Theland, I watched it. Your man is offering an argument that doesn’t stack up. He says “According to modern evolutionary theory new proteins and new forms of animal life arrive through random genetic mutations sifted by natural selection, but in an alphabetic test or a section of computer code random changes typically degrade meaning of functionality and ultimately generate gibberish”. Whilst that is, in most instances, probably accurate, it doesn’t definitively preclude the possibility that some random genetic mutations succeed. He talks about the improbability of his hypothetical thief opening his hypothetical bicycle lock in the ‘time available to the evolutionary process’, but why does he impose a time limit and why does he assume the impossibility of his hypothetical bike thief hitting upon the right combination early on in his attempts to crack the code?

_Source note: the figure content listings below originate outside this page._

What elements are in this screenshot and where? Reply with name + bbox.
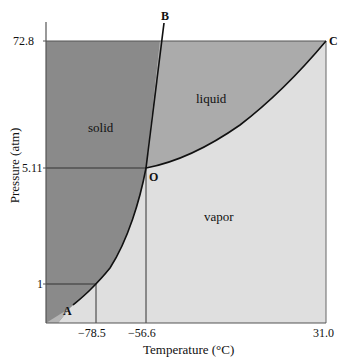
point-label-b: B (161, 10, 169, 22)
point-label-c: C (329, 35, 338, 47)
ytick-label-1: 1 (37, 278, 43, 290)
ytick-label-5-11: 5.11 (22, 162, 43, 174)
point-label-o: O (149, 171, 158, 183)
x-axis-title: Temperature (°C) (143, 343, 234, 356)
y-axis-title: Pressure (atm) (8, 116, 21, 216)
region-label-vapor: vapor (204, 210, 234, 223)
phase-diagram-plot (0, 0, 347, 361)
ytick-label-72-8: 72.8 (13, 35, 34, 47)
point-label-a: A (63, 305, 72, 317)
xtick-label-31-0: 31.0 (313, 327, 334, 339)
xtick-label-minus-56-6: −56.6 (128, 327, 156, 339)
region-label-solid: solid (88, 121, 113, 134)
phase-diagram: 72.8 5.11 1 −78.5 −56.6 31.0 Temperature… (0, 0, 347, 361)
xtick-label-minus-78-5: −78.5 (78, 327, 106, 339)
region-label-liquid: liquid (196, 92, 226, 105)
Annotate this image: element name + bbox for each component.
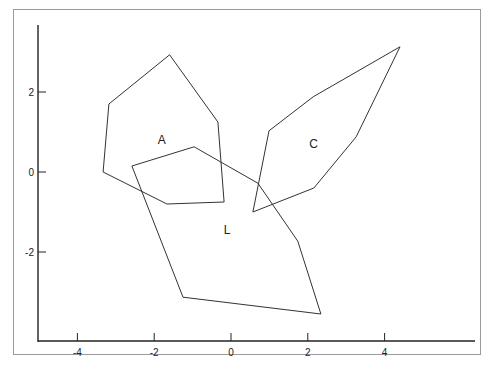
x-tick-label: 0 — [228, 347, 234, 358]
x-ticks: -4-2024 — [73, 333, 388, 358]
polygon-label-A: A — [158, 133, 166, 147]
y-tick-label: 2 — [28, 87, 34, 98]
y-tick-label: -2 — [25, 247, 34, 258]
x-tick-label: 2 — [305, 347, 311, 358]
polygon-label-L: L — [224, 223, 231, 237]
x-tick-label: -2 — [150, 347, 159, 358]
polygon-C — [253, 47, 400, 212]
x-tick-label: 4 — [382, 347, 388, 358]
x-tick-label: -4 — [73, 347, 82, 358]
polygon-chart: -4-2024 -202 A L C — [0, 0, 503, 383]
y-ticks: -202 — [25, 87, 46, 258]
polygon-A — [103, 55, 224, 204]
polygon-label-C: C — [309, 137, 318, 151]
y-tick-label: 0 — [28, 167, 34, 178]
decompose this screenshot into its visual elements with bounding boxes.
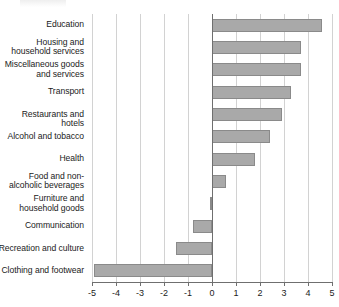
category-label-line: Clothing and footwear (0, 266, 84, 276)
x-tick-label: -5 (82, 288, 102, 299)
category-label-line: alcoholic beverages (0, 181, 84, 191)
bar (212, 19, 322, 32)
x-tick-label: 1 (226, 288, 246, 299)
category-label-line: and services (0, 70, 84, 80)
x-tick-label: 5 (322, 288, 339, 299)
x-tick-label: 2 (250, 288, 270, 299)
category-label-line: Communication (0, 221, 84, 231)
bar (212, 153, 255, 166)
bar (212, 86, 291, 99)
x-tick-mark (188, 282, 189, 286)
gridline (284, 14, 285, 282)
category-label: Recreation and culture (0, 244, 84, 254)
gridline (308, 14, 309, 282)
category-label: Health (0, 154, 84, 164)
category-label: Clothing and footwear (0, 266, 84, 276)
category-label: Restaurants and hotels (0, 110, 84, 129)
gridline (332, 14, 333, 282)
value-axis: -5-4-3-2-1012345 (92, 282, 332, 307)
cropped-text-remnant (20, 0, 66, 7)
gridline (140, 14, 141, 282)
x-tick-label: 3 (274, 288, 294, 299)
category-label-line: Education (0, 20, 84, 30)
gridline (236, 14, 237, 282)
category-label: Miscellaneous goodsand services (0, 60, 84, 79)
x-tick-label: -2 (154, 288, 174, 299)
category-label-line: Alcohol and tobacco (0, 132, 84, 142)
category-label: Food and non-alcoholic beverages (0, 172, 84, 191)
plot-area (92, 14, 332, 282)
x-tick-mark (164, 282, 165, 286)
x-tick-label: -4 (106, 288, 126, 299)
bar (193, 220, 212, 233)
category-label-line: household goods (0, 204, 84, 214)
x-tick-mark (140, 282, 141, 286)
bar (176, 242, 212, 255)
bar (94, 264, 212, 277)
bar (212, 41, 301, 54)
bar (212, 63, 301, 76)
x-tick-label: -1 (178, 288, 198, 299)
x-tick-mark (260, 282, 261, 286)
category-label: Alcohol and tobacco (0, 132, 84, 142)
category-label-line: Transport (0, 87, 84, 97)
x-tick-mark (116, 282, 117, 286)
x-tick-mark (212, 282, 213, 286)
bar (212, 175, 226, 188)
x-tick-label: 0 (202, 288, 222, 299)
category-label-line: Health (0, 154, 84, 164)
x-tick-label: 4 (298, 288, 318, 299)
category-label-line: Recreation and culture (0, 244, 84, 254)
category-label: Housing andhousehold services (0, 38, 84, 57)
x-tick-mark (92, 282, 93, 286)
gridline (92, 14, 93, 282)
category-label-line: Restaurants and hotels (0, 110, 84, 129)
x-tick-label: -3 (130, 288, 150, 299)
category-label: Education (0, 20, 84, 30)
x-tick-mark (332, 282, 333, 286)
x-tick-mark (236, 282, 237, 286)
category-label: Transport (0, 87, 84, 97)
bar (212, 108, 282, 121)
category-label: Furniture andhousehold goods (0, 194, 84, 213)
category-axis-labels: EducationHousing andhousehold servicesMi… (0, 14, 88, 282)
gridline (116, 14, 117, 282)
category-label: Communication (0, 221, 84, 231)
x-tick-mark (284, 282, 285, 286)
zero-line (212, 14, 213, 282)
gridline (164, 14, 165, 282)
gridline (260, 14, 261, 282)
category-label-line: household services (0, 47, 84, 57)
x-tick-mark (308, 282, 309, 286)
bar (212, 130, 270, 143)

He finishes by speaking about intelligent design, but that proposal again leads me to ask the question I’ve yet to receive a satisfactory answer to – from you or from anyone else. Of all the alleged creator Gods imagined by man (a couple of thousand at least), why do you, Stephen Meyer, Douglas Axe, and Murray Eden opt for the biblical God in particular?
Neither the speaker nor those mentioned in your video can claim to be speaking from a position of unbiased objectivity. Douglas Axe is president of an organisation that promotes intelligent design, and Stephen Meyer, co-founder and vice-president of that organisation, relies upon blinding the listener with science. I’ll borrow his word … ‘gibberish’.
You might find this interesting. The other man mentioned in your video, Murray Eden, is featured.
https://infidels.org/library/modern/richard_carrier/addendaB.html
Just a by the bye but I wish the producers of videos such as this would ditch the plinky-plonky musical background. Never an aid to concentration – but maybe that’s the plan.